Unwrapped
Preferential Looking

Attention Marketing

Attention_market

I saw this sticker advertising stickers and it made me chuckle. In some ways it's brilliant tactical media planning, right at the point of need, use, consumption.

But the invasion of non-commercial spaces, borrowing attention from toasters, is fraught with its own problems. You know how sometimes things just feel wrong?

Maybe that's creative / cultural blinking instinct kicking in. Maybe the stickers just need to be less lame.

When I was young, before the Cadbury Gorilla, people used to declaim the use of borrowed interest.

The thinking was that using 20 seconds to tell an unrelated joke, and 10 seconds to sell, was not a great idea.

And whilst this seems sensible, or did until the Gorilla, it didn't really sit well with me, since all interruption marketing is borrowing attention from the content it is interrupting.

Apart from posters, which increasingly I think of differently to other media. [There's a different kind of contract being struck with viewers, whether or not you think they have the right to exist at all.]

Which is why, as we know, things are so different now. We can't really buy attention anymore - people have got too good at not paying us any. We have to earn it.

Previously, the implicit value exchange - free content in exchange for watching ads - enabled the balanced value exchange between brands and people.

This model is best encapsulated by Homer Simpson:

Quiet, the commercial is on… if we don’t watch these, it’s like we’re stealing TV!

But that relationship has begun to breakdown in an on demand world, requiring a more explicit earning of attention.

Which is why I really liked the way Anthony Mayfield [at IAB Engage - I've put a bunch of slides up on Flickr] described the internet as an Attention Market.

It's been a decade since Wired realised that we are in an attention economy. Mass media lowered the cost to the point where significantly more ads can be transmitted to a 'consumer' than any person can process. Therefore, the relatively scarce resource needing allocation becomes attention.

The internet is a live, global attention market, dynamically allocating attention to those things that earn it best in near real-time. The speed of response has a corresponding diminution on the longevity of attention - everything becomes a flash in the pan. [This is just an acceleration of an existing trend - when gramaphone records replaced sheet music the record industry noticed a a distinct truncation in the longevity of hits.]

This of course puts the structure of the industry at odds with the attention market - we need a constant stream of new new things to maintain salience.

Understanding how attention is being allocated across the market is the next big frontier of analytics: Google trends, blog mentions, behavioural targeting - all attempts to track, understand, follow and then predict the allocation of attention.

This data has value - in fact its the driving value behind Google and Facebook - real, behavioural attention market data.

The Attention Trust  wants to wrestle that value back for the individual - imagine if you could actively trade attention, receiving value in return.

Back during gold rush of the web, a company called All Advantage tried to redress the attention issue and balance the value exchange by paying people watch ads. It also compensated members for promoting the site, which made it grow rapidly - one of the first viral marketing success stories.

The company died - I don't think paying people to watch ads is the right way to think about value - we'll see if it works in mobile credit - although it may have grown into a Nielsen if the ad bubble had collapsed so hard.

Thinking about value that way feels analogous to paying someone to be your friend - it's still buying attention, not earning it.

It time for brands to realise we are operating in an attention market and their money ain't no good here.

Welcome to the age of attention marketing.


To do: For these records, count the lines containing the word "annotations" and respond with the number alone.

Task input section start

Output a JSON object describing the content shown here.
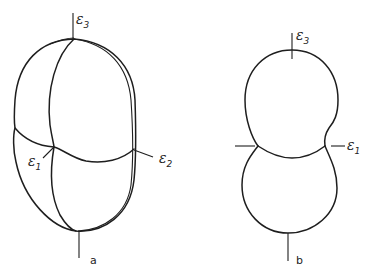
{
  "figure": {
    "panel_a": {
      "label": "a",
      "axes": [
        {
          "name": "ε",
          "subscript": "3",
          "position": "top"
        },
        {
          "name": "ε",
          "subscript": "1",
          "position": "left-junction"
        },
        {
          "name": "ε",
          "subscript": "2",
          "position": "right-junction"
        }
      ]
    },
    "panel_b": {
      "label": "b",
      "axes": [
        {
          "name": "ε",
          "subscript": "3",
          "position": "top"
        },
        {
          "name": "ε",
          "subscript": "1",
          "position": "right-junction"
        }
      ]
    },
    "colors": {
      "line": "#1e1e1e",
      "background": "#ffffff"
    }
  }
}
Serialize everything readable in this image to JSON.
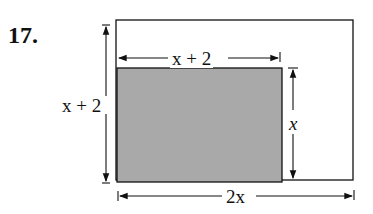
{
  "problem": {
    "number": "17.",
    "labels": {
      "top_width": "x + 2",
      "left_height": "x + 2",
      "right_height": "x",
      "bottom_width": "2x"
    },
    "colors": {
      "shaded_fill": "#a9a9a9",
      "line": "#111111"
    }
  }
}
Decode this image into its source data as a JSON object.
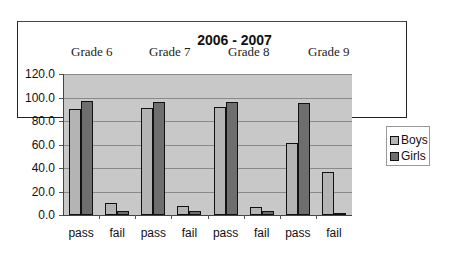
{
  "chart_data": {
    "type": "bar",
    "title": "2006 - 2007",
    "groups": [
      "Grade 6",
      "Grade 7",
      "Grade 8",
      "Grade 9"
    ],
    "categories": [
      "pass",
      "fail",
      "pass",
      "fail",
      "pass",
      "fail",
      "pass",
      "fail"
    ],
    "series": [
      {
        "name": "Boys",
        "color": "#b4b4b4",
        "values": [
          90,
          10,
          91,
          8,
          92,
          7,
          61,
          37
        ]
      },
      {
        "name": "Girls",
        "color": "#6e6e6e",
        "values": [
          97,
          3,
          96,
          3,
          96,
          3,
          95,
          2
        ]
      }
    ],
    "xlabel": "",
    "ylabel": "",
    "ylim": [
      0,
      120
    ],
    "yticks": [
      "0.0",
      "20.0",
      "40.0",
      "60.0",
      "80.0",
      "100.0",
      "120.0"
    ],
    "grid": true,
    "legend_position": "right"
  },
  "legend": {
    "boys": "Boys",
    "girls": "Girls"
  }
}
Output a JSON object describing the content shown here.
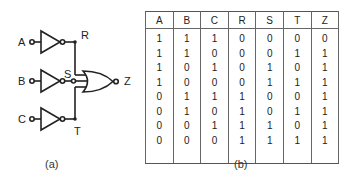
{
  "figure_a": {
    "caption": "(a)",
    "inputs": [
      {
        "label": "A",
        "gate": "NOT",
        "output": "R"
      },
      {
        "label": "B",
        "gate": "NOT",
        "output": "S"
      },
      {
        "label": "C",
        "gate": "NOT",
        "output": "T"
      }
    ],
    "node_labels": {
      "R": "R",
      "S": "S",
      "T": "T"
    },
    "output_gate": "NOR",
    "output_label": "Z"
  },
  "figure_b": {
    "caption": "(b)",
    "headers": [
      "A",
      "B",
      "C",
      "R",
      "S",
      "T",
      "Z"
    ],
    "rows": [
      [
        "1",
        "1",
        "1",
        "0",
        "0",
        "0",
        "0"
      ],
      [
        "1",
        "1",
        "0",
        "0",
        "0",
        "1",
        "1"
      ],
      [
        "1",
        "0",
        "1",
        "0",
        "1",
        "0",
        "1"
      ],
      [
        "1",
        "0",
        "0",
        "0",
        "1",
        "1",
        "1"
      ],
      [
        "0",
        "1",
        "1",
        "1",
        "0",
        "0",
        "1"
      ],
      [
        "0",
        "1",
        "0",
        "1",
        "0",
        "1",
        "1"
      ],
      [
        "0",
        "0",
        "1",
        "1",
        "1",
        "0",
        "1"
      ],
      [
        "0",
        "0",
        "0",
        "1",
        "1",
        "1",
        "1"
      ]
    ]
  }
}
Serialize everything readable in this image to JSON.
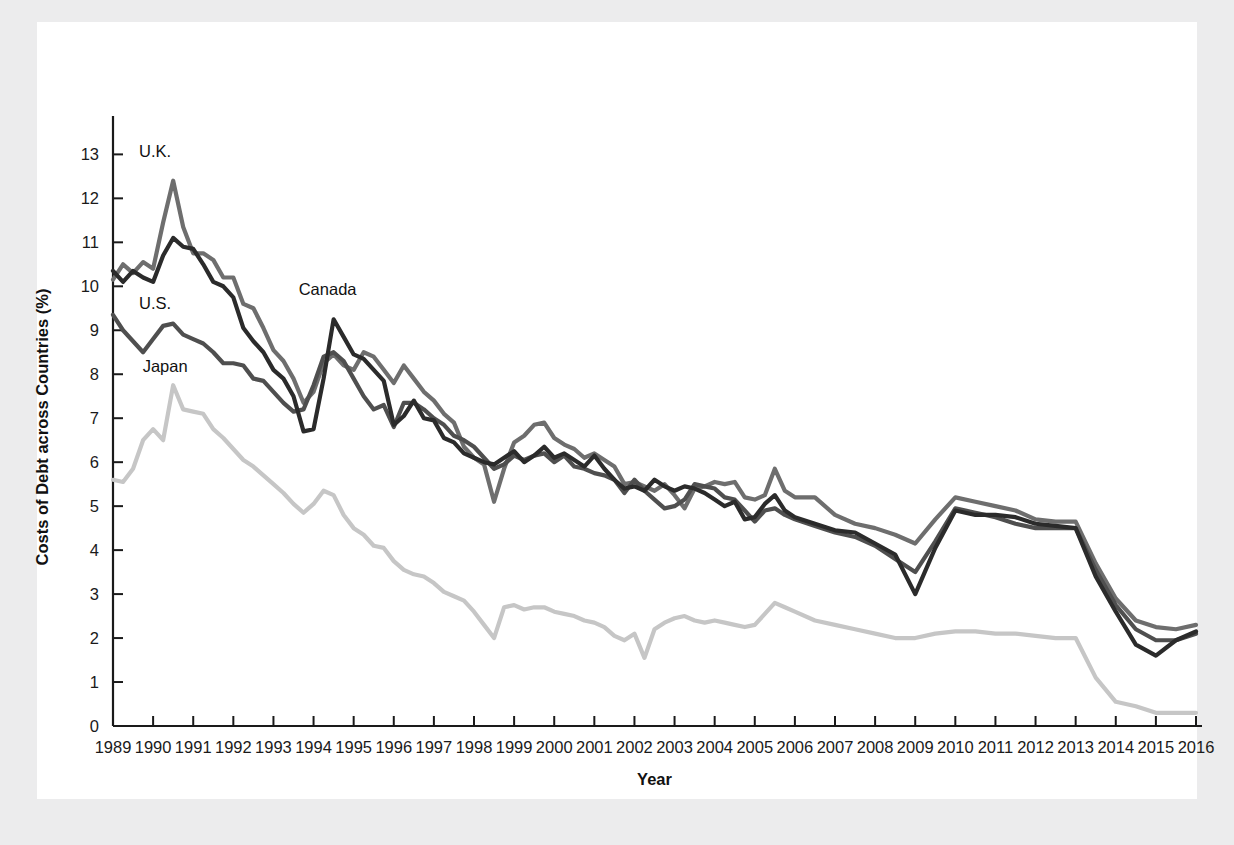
{
  "figure": {
    "background_color": "#ececed",
    "panel_color": "#ffffff"
  },
  "chart_data": {
    "type": "line",
    "title": "",
    "xlabel": "Year",
    "ylabel": "Costs of Debt across Countries (%)",
    "xlim": [
      1989,
      2016
    ],
    "ylim": [
      0,
      13.6
    ],
    "grid": false,
    "legend_position": "inline-annotations",
    "y_ticks": [
      0,
      1,
      2,
      3,
      4,
      5,
      6,
      7,
      8,
      9,
      10,
      11,
      12,
      13
    ],
    "y_tick_labels": [
      "0",
      "1",
      "2",
      "3",
      "4",
      "5",
      "6",
      "7",
      "8",
      "9",
      "10",
      "11",
      "12",
      "13"
    ],
    "x_ticks": [
      1989,
      1990,
      1991,
      1992,
      1993,
      1994,
      1995,
      1996,
      1997,
      1998,
      1999,
      2000,
      2001,
      2002,
      2003,
      2004,
      2005,
      2006,
      2007,
      2008,
      2009,
      2010,
      2011,
      2012,
      2013,
      2014,
      2015,
      2016
    ],
    "x_tick_labels": [
      "1989",
      "1990",
      "1991",
      "1992",
      "1993",
      "1994",
      "1995",
      "1996",
      "1997",
      "1998",
      "1999",
      "2000",
      "2001",
      "2002",
      "2003",
      "2004",
      "2005",
      "2006",
      "2007",
      "2008",
      "2009",
      "2010",
      "2011",
      "2012",
      "2013",
      "2014",
      "2015",
      "2016"
    ],
    "annotations": [
      {
        "text": "U.K.",
        "x": 1990.05,
        "y": 12.95,
        "series": "U.K."
      },
      {
        "text": "U.S.",
        "x": 1990.05,
        "y": 9.48,
        "series": "U.S."
      },
      {
        "text": "Japan",
        "x": 1990.3,
        "y": 8.05,
        "series": "Japan"
      },
      {
        "text": "Canada",
        "x": 1994.35,
        "y": 9.8,
        "series": "Canada"
      }
    ],
    "series": [
      {
        "name": "U.K.",
        "color": "#6e6e6e",
        "linewidth": 4.2,
        "x": [
          1989.0,
          1989.25,
          1989.5,
          1989.75,
          1990.0,
          1990.25,
          1990.5,
          1990.75,
          1991.0,
          1991.25,
          1991.5,
          1991.75,
          1992.0,
          1992.25,
          1992.5,
          1992.75,
          1993.0,
          1993.25,
          1993.5,
          1993.75,
          1994.0,
          1994.25,
          1994.5,
          1994.75,
          1995.0,
          1995.25,
          1995.5,
          1995.75,
          1996.0,
          1996.25,
          1996.5,
          1996.75,
          1997.0,
          1997.25,
          1997.5,
          1997.75,
          1998.0,
          1998.25,
          1998.5,
          1998.75,
          1999.0,
          1999.25,
          1999.5,
          1999.75,
          2000.0,
          2000.25,
          2000.5,
          2000.75,
          2001.0,
          2001.25,
          2001.5,
          2001.75,
          2002.0,
          2002.25,
          2002.5,
          2002.75,
          2003.0,
          2003.25,
          2003.5,
          2003.75,
          2004.0,
          2004.25,
          2004.5,
          2004.75,
          2005.0,
          2005.25,
          2005.5,
          2005.75,
          2006.0,
          2006.5,
          2007.0,
          2007.5,
          2008.0,
          2008.5,
          2009.0,
          2009.5,
          2010.0,
          2010.5,
          2011.0,
          2011.5,
          2012.0,
          2012.5,
          2013.0,
          2013.5,
          2014.0,
          2014.5,
          2015.0,
          2015.5,
          2016.0
        ],
        "y": [
          10.15,
          10.5,
          10.3,
          10.55,
          10.4,
          11.45,
          12.4,
          11.35,
          10.75,
          10.75,
          10.6,
          10.2,
          10.2,
          9.6,
          9.5,
          9.05,
          8.55,
          8.3,
          7.9,
          7.35,
          7.6,
          8.25,
          8.45,
          8.2,
          8.1,
          8.5,
          8.4,
          8.1,
          7.8,
          8.2,
          7.9,
          7.6,
          7.4,
          7.1,
          6.9,
          6.35,
          6.1,
          5.95,
          5.1,
          5.85,
          6.45,
          6.6,
          6.85,
          6.9,
          6.55,
          6.4,
          6.3,
          6.1,
          6.2,
          6.05,
          5.9,
          5.5,
          5.55,
          5.45,
          5.35,
          5.5,
          5.25,
          4.95,
          5.4,
          5.45,
          5.55,
          5.5,
          5.55,
          5.2,
          5.15,
          5.25,
          5.85,
          5.35,
          5.2,
          5.2,
          4.8,
          4.6,
          4.5,
          4.35,
          4.15,
          4.7,
          5.2,
          5.1,
          5.0,
          4.9,
          4.7,
          4.65,
          4.65,
          3.7,
          2.9,
          2.4,
          2.25,
          2.2,
          2.3
        ]
      },
      {
        "name": "U.S.",
        "color": "#4f4f4f",
        "linewidth": 4.2,
        "x": [
          1989.0,
          1989.25,
          1989.5,
          1989.75,
          1990.0,
          1990.25,
          1990.5,
          1990.75,
          1991.0,
          1991.25,
          1991.5,
          1991.75,
          1992.0,
          1992.25,
          1992.5,
          1992.75,
          1993.0,
          1993.25,
          1993.5,
          1993.75,
          1994.0,
          1994.25,
          1994.5,
          1994.75,
          1995.0,
          1995.25,
          1995.5,
          1995.75,
          1996.0,
          1996.25,
          1996.5,
          1996.75,
          1997.0,
          1997.25,
          1997.5,
          1997.75,
          1998.0,
          1998.25,
          1998.5,
          1998.75,
          1999.0,
          1999.25,
          1999.5,
          1999.75,
          2000.0,
          2000.25,
          2000.5,
          2000.75,
          2001.0,
          2001.25,
          2001.5,
          2001.75,
          2002.0,
          2002.25,
          2002.5,
          2002.75,
          2003.0,
          2003.25,
          2003.5,
          2003.75,
          2004.0,
          2004.25,
          2004.5,
          2004.75,
          2005.0,
          2005.25,
          2005.5,
          2005.75,
          2006.0,
          2006.5,
          2007.0,
          2007.5,
          2008.0,
          2008.5,
          2009.0,
          2009.5,
          2010.0,
          2010.5,
          2011.0,
          2011.5,
          2012.0,
          2012.5,
          2013.0,
          2013.5,
          2014.0,
          2014.5,
          2015.0,
          2015.5,
          2016.0
        ],
        "y": [
          9.35,
          9.0,
          8.75,
          8.5,
          8.8,
          9.1,
          9.15,
          8.9,
          8.8,
          8.7,
          8.5,
          8.25,
          8.25,
          8.2,
          7.9,
          7.85,
          7.6,
          7.35,
          7.15,
          7.2,
          7.75,
          8.4,
          8.5,
          8.3,
          7.9,
          7.5,
          7.2,
          7.3,
          6.8,
          7.35,
          7.35,
          7.2,
          7.0,
          6.85,
          6.6,
          6.5,
          6.35,
          6.1,
          5.85,
          5.95,
          6.15,
          6.05,
          6.15,
          6.2,
          6.0,
          6.15,
          5.9,
          5.85,
          5.75,
          5.7,
          5.6,
          5.3,
          5.6,
          5.35,
          5.15,
          4.95,
          5.0,
          5.15,
          5.5,
          5.45,
          5.4,
          5.2,
          5.15,
          4.9,
          4.65,
          4.9,
          4.95,
          4.8,
          4.7,
          4.55,
          4.4,
          4.3,
          4.1,
          3.8,
          3.5,
          4.2,
          4.95,
          4.85,
          4.75,
          4.6,
          4.5,
          4.5,
          4.5,
          3.55,
          2.75,
          2.2,
          1.95,
          1.95,
          2.1
        ]
      },
      {
        "name": "Canada",
        "color": "#2b2b2b",
        "linewidth": 4.2,
        "x": [
          1989.0,
          1989.25,
          1989.5,
          1989.75,
          1990.0,
          1990.25,
          1990.5,
          1990.75,
          1991.0,
          1991.25,
          1991.5,
          1991.75,
          1992.0,
          1992.25,
          1992.5,
          1992.75,
          1993.0,
          1993.25,
          1993.5,
          1993.75,
          1994.0,
          1994.25,
          1994.5,
          1994.75,
          1995.0,
          1995.25,
          1995.5,
          1995.75,
          1996.0,
          1996.25,
          1996.5,
          1996.75,
          1997.0,
          1997.25,
          1997.5,
          1997.75,
          1998.0,
          1998.25,
          1998.5,
          1998.75,
          1999.0,
          1999.25,
          1999.5,
          1999.75,
          2000.0,
          2000.25,
          2000.5,
          2000.75,
          2001.0,
          2001.25,
          2001.5,
          2001.75,
          2002.0,
          2002.25,
          2002.5,
          2002.75,
          2003.0,
          2003.25,
          2003.5,
          2003.75,
          2004.0,
          2004.25,
          2004.5,
          2004.75,
          2005.0,
          2005.25,
          2005.5,
          2005.75,
          2006.0,
          2006.5,
          2007.0,
          2007.5,
          2008.0,
          2008.5,
          2009.0,
          2009.5,
          2010.0,
          2010.5,
          2011.0,
          2011.5,
          2012.0,
          2012.5,
          2013.0,
          2013.5,
          2014.0,
          2014.5,
          2015.0,
          2015.5,
          2016.0
        ],
        "y": [
          10.35,
          10.1,
          10.35,
          10.2,
          10.1,
          10.7,
          11.1,
          10.9,
          10.85,
          10.5,
          10.1,
          10.0,
          9.75,
          9.05,
          8.75,
          8.5,
          8.1,
          7.9,
          7.5,
          6.7,
          6.75,
          7.9,
          9.25,
          8.85,
          8.45,
          8.35,
          8.1,
          7.85,
          6.85,
          7.05,
          7.4,
          7.0,
          6.95,
          6.55,
          6.45,
          6.2,
          6.1,
          6.0,
          5.95,
          6.1,
          6.25,
          6.0,
          6.15,
          6.35,
          6.1,
          6.2,
          6.05,
          5.9,
          6.15,
          5.85,
          5.6,
          5.4,
          5.45,
          5.35,
          5.6,
          5.45,
          5.35,
          5.45,
          5.4,
          5.3,
          5.15,
          5.0,
          5.1,
          4.7,
          4.75,
          5.05,
          5.25,
          4.9,
          4.75,
          4.6,
          4.45,
          4.4,
          4.15,
          3.9,
          3.0,
          4.05,
          4.9,
          4.8,
          4.8,
          4.75,
          4.6,
          4.55,
          4.5,
          3.4,
          2.6,
          1.85,
          1.6,
          1.95,
          2.15
        ]
      },
      {
        "name": "Japan",
        "color": "#c6c6c6",
        "linewidth": 4.2,
        "x": [
          1989.0,
          1989.25,
          1989.5,
          1989.75,
          1990.0,
          1990.25,
          1990.5,
          1990.75,
          1991.0,
          1991.25,
          1991.5,
          1991.75,
          1992.0,
          1992.25,
          1992.5,
          1992.75,
          1993.0,
          1993.25,
          1993.5,
          1993.75,
          1994.0,
          1994.25,
          1994.5,
          1994.75,
          1995.0,
          1995.25,
          1995.5,
          1995.75,
          1996.0,
          1996.25,
          1996.5,
          1996.75,
          1997.0,
          1997.25,
          1997.5,
          1997.75,
          1998.0,
          1998.25,
          1998.5,
          1998.75,
          1999.0,
          1999.25,
          1999.5,
          1999.75,
          2000.0,
          2000.25,
          2000.5,
          2000.75,
          2001.0,
          2001.25,
          2001.5,
          2001.75,
          2002.0,
          2002.25,
          2002.5,
          2002.75,
          2003.0,
          2003.25,
          2003.5,
          2003.75,
          2004.0,
          2004.25,
          2004.5,
          2004.75,
          2005.0,
          2005.25,
          2005.5,
          2005.75,
          2006.0,
          2006.5,
          2007.0,
          2007.5,
          2008.0,
          2008.5,
          2009.0,
          2009.5,
          2010.0,
          2010.5,
          2011.0,
          2011.5,
          2012.0,
          2012.5,
          2013.0,
          2013.5,
          2014.0,
          2014.5,
          2015.0,
          2015.5,
          2016.0
        ],
        "y": [
          5.6,
          5.55,
          5.85,
          6.5,
          6.75,
          6.5,
          7.75,
          7.2,
          7.15,
          7.1,
          6.75,
          6.55,
          6.3,
          6.05,
          5.9,
          5.7,
          5.5,
          5.3,
          5.05,
          4.85,
          5.05,
          5.35,
          5.25,
          4.8,
          4.5,
          4.35,
          4.1,
          4.05,
          3.75,
          3.55,
          3.45,
          3.4,
          3.25,
          3.05,
          2.95,
          2.85,
          2.6,
          2.3,
          2.0,
          2.7,
          2.75,
          2.65,
          2.7,
          2.7,
          2.6,
          2.55,
          2.5,
          2.4,
          2.35,
          2.25,
          2.05,
          1.95,
          2.1,
          1.55,
          2.2,
          2.35,
          2.45,
          2.5,
          2.4,
          2.35,
          2.4,
          2.35,
          2.3,
          2.25,
          2.3,
          2.55,
          2.8,
          2.7,
          2.6,
          2.4,
          2.3,
          2.2,
          2.1,
          2.0,
          2.0,
          2.1,
          2.15,
          2.15,
          2.1,
          2.1,
          2.05,
          2.0,
          2.0,
          1.1,
          0.55,
          0.45,
          0.3,
          0.3,
          0.3
        ]
      }
    ]
  }
}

Task input section end

Answer space: 2